Anything outside the basic 16 color palette looks awful. I know xterm.js added support for 24bit RGB color at some point. Is enabling that as simple as setting an option somewhere?

Neovim's support for truecolor has changed my world, but viewing it on a web browser via tty-share will make your eyes bleed.

server protocol

Hi,

As someone who doesn't really know go, it would be nice to know how to make custom server proxies.

Feature request: Set env vars

Hey, great piece of software - I'll 100% use this for my next online meeting.

I couldn't find an easy way to set env vars in the command executed by tty-share though.
Here's what I would like to be able to do:

  • have a static var set for all commands run by tty-share, similar what tmux is doing: TTY_SHARE=1. This way you could for example change your prompt when running inside tty-share.
  • another var to re-retrieve the public/local urls inside of the spawned command (TTY_SHARE_PUBLIC_URL=https://xxx TTY_SHARE_LOCAL_URL=http://localhost:8000/xxx)

You can right now already get around the first "issue" by using a custom shell function (see below), but I couldn't find a way to get the urls after the initial launch.

tty-share () {
  TTY_SHARE=1 command tty-share "$@"
}

Thanks for this epic alternative to tmate!

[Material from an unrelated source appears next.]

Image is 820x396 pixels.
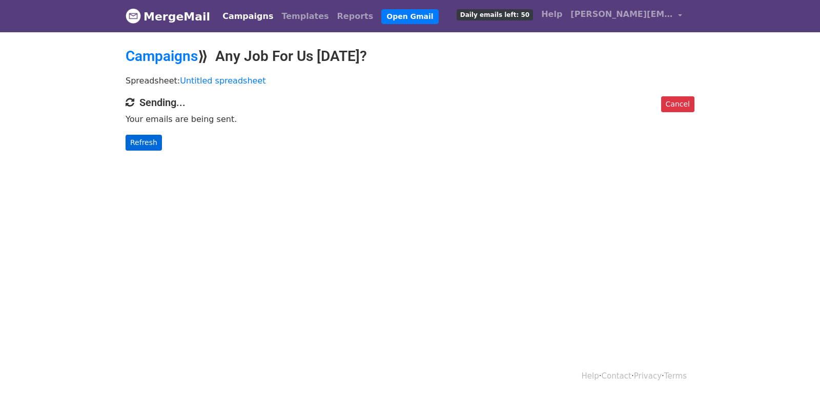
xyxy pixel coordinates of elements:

EDIT: Having an env var such as TTY_SHARE would also make it pretty easy to avoid running nested tty-share sessions (same as tmux)

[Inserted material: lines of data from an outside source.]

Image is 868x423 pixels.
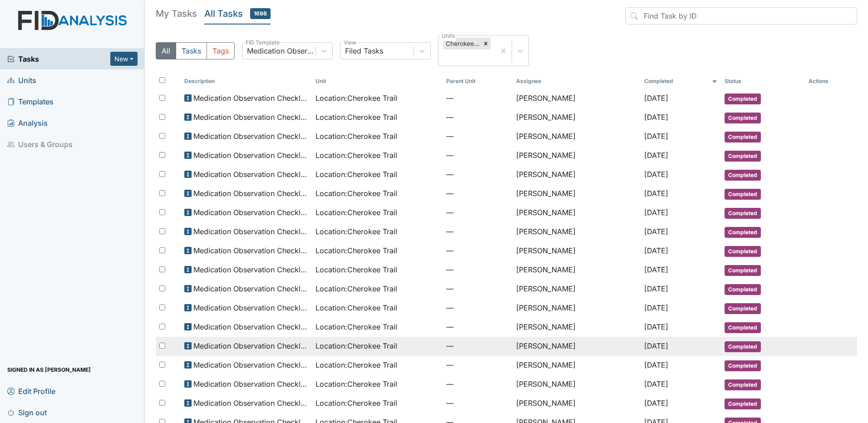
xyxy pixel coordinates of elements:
[513,318,641,337] td: [PERSON_NAME]
[7,73,36,87] span: Units
[446,150,509,161] span: —
[725,170,761,181] span: Completed
[156,42,235,60] div: Type filter
[7,95,53,109] span: Templates
[194,264,308,275] span: Medication Observation Checklist
[513,203,641,222] td: [PERSON_NAME]
[194,245,308,256] span: Medication Observation Checklist
[316,226,397,237] span: Location : Cherokee Trail
[316,283,397,294] span: Location : Cherokee Trail
[513,299,641,318] td: [PERSON_NAME]
[312,74,443,89] th: Toggle SortBy
[446,188,509,199] span: —
[446,112,509,123] span: —
[156,42,176,60] button: All
[725,132,761,142] span: Completed
[194,321,308,333] span: Medication Observation Checklist
[443,38,481,50] div: Cherokee Trail
[725,342,761,352] span: Completed
[513,89,641,108] td: [PERSON_NAME]
[446,283,509,294] span: —
[725,303,761,314] span: Completed
[644,227,669,236] span: [DATE]
[644,265,669,274] span: [DATE]
[7,384,55,398] span: Edit Profile
[644,112,669,121] span: [DATE]
[644,151,669,160] span: [DATE]
[446,379,509,389] span: —
[110,52,138,66] button: New
[443,74,513,89] th: Toggle SortBy
[644,132,669,141] span: [DATE]
[725,265,761,276] span: Completed
[446,245,509,256] span: —
[194,169,308,180] span: Medication Observation Checklist
[513,375,641,394] td: [PERSON_NAME]
[513,241,641,260] td: [PERSON_NAME]
[644,380,669,389] span: [DATE]
[644,170,669,179] span: [DATE]
[446,226,509,237] span: —
[725,246,761,257] span: Completed
[156,7,197,20] h5: My Tasks
[446,302,509,314] span: —
[175,42,207,60] button: Tasks
[513,222,641,241] td: [PERSON_NAME]
[194,207,308,218] span: Medication Observation Checklist
[194,302,308,314] span: Medication Observation Checklist
[513,127,641,146] td: [PERSON_NAME]
[725,398,761,410] span: Completed
[513,108,641,127] td: [PERSON_NAME]
[7,53,110,65] a: Tasks
[316,93,397,104] span: Location : Cherokee Trail
[644,208,669,217] span: [DATE]
[725,93,761,105] span: Completed
[725,227,761,238] span: Completed
[316,112,397,123] span: Location : Cherokee Trail
[513,337,641,356] td: [PERSON_NAME]
[446,360,509,370] span: —
[725,361,761,371] span: Completed
[725,322,761,333] span: Completed
[513,356,641,375] td: [PERSON_NAME]
[725,284,761,295] span: Completed
[316,379,397,389] span: Location : Cherokee Trail
[513,74,641,89] th: Assignee
[513,166,641,184] td: [PERSON_NAME]
[644,189,669,198] span: [DATE]
[316,340,397,351] span: Location : Cherokee Trail
[194,283,308,294] span: Medication Observation Checklist
[316,321,397,333] span: Location : Cherokee Trail
[194,112,308,123] span: Medication Observation Checklist
[194,379,308,389] span: Medication Observation Checklist
[194,130,308,142] span: Medication Observation Checklist
[194,398,308,408] span: Medication Observation Checklist
[345,46,383,56] div: Filed Tasks
[446,264,509,275] span: —
[7,116,48,130] span: Analysis
[181,74,312,89] th: Toggle SortBy
[316,188,397,199] span: Location : Cherokee Trail
[725,208,761,219] span: Completed
[194,226,308,237] span: Medication Observation Checklist
[204,7,271,20] h5: All Tasks
[7,405,47,419] span: Sign out
[446,398,509,408] span: —
[513,280,641,299] td: [PERSON_NAME]
[194,340,308,351] span: Medication Observation Checklist
[194,93,308,104] span: Medication Observation Checklist
[446,207,509,218] span: —
[644,303,669,312] span: [DATE]
[247,46,316,56] div: Medication Observation Checklist
[194,188,308,199] span: Medication Observation Checklist
[513,184,641,203] td: [PERSON_NAME]
[721,74,805,89] th: Toggle SortBy
[7,363,91,377] span: Signed in as [PERSON_NAME]
[644,93,669,102] span: [DATE]
[446,321,509,333] span: —
[644,246,669,255] span: [DATE]
[159,77,166,83] input: Toggle All Rows Selected
[194,150,308,161] span: Medication Observation Checklist
[644,322,669,331] span: [DATE]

Russian locale isn't working properly, invisible characters

Issue:
Writing russian locale (ru_RU.UTF-8) through browser terminal makes characters weird question marks at sharing computer end and invisible characters in browser client end.
Also, there's issue with erasing bash prompt in remote tty (at sharing computer end), because i write invisible characters (most likely tty-share doesn't expect these characters to be not shown, so it counts them too)

System:
Arch Linux with linux-lts 5.4.72-1 kernel
Using xfce4-terminal 0.8.9.2-2 with tty-share 0.6.1 from AUR

Issue shown in gif bellow
Peek 2020-10-30 10-23

Potential Augmentation

Hi there!

I am curious how difficult it would be to change the pty client from a websocket frontend to a go binary client? Instead of connecting to the session with a browser it would be nice functonality to tty_receiver -server tty-share.elisescu.com:7654 and have an interactive terminal.

Compile error

Running make out/tty-share results in:

tty-share/pty_master.go:10:2: cannot find package "github.com/elisescu/pty" in any of:
        /usr/lib/go/src/github.com/elisescu/pty (from $GOROOT)
tty-share/main.go:14:2: cannot find package "github.com/elisescu/tty-share/common" in any of:
        /usr/lib/go/src/github.com/elisescu/tty-share/common (from $GOROOT)

I could probably fiddle with it to make it run but it looks like there's a step missing in the makefile.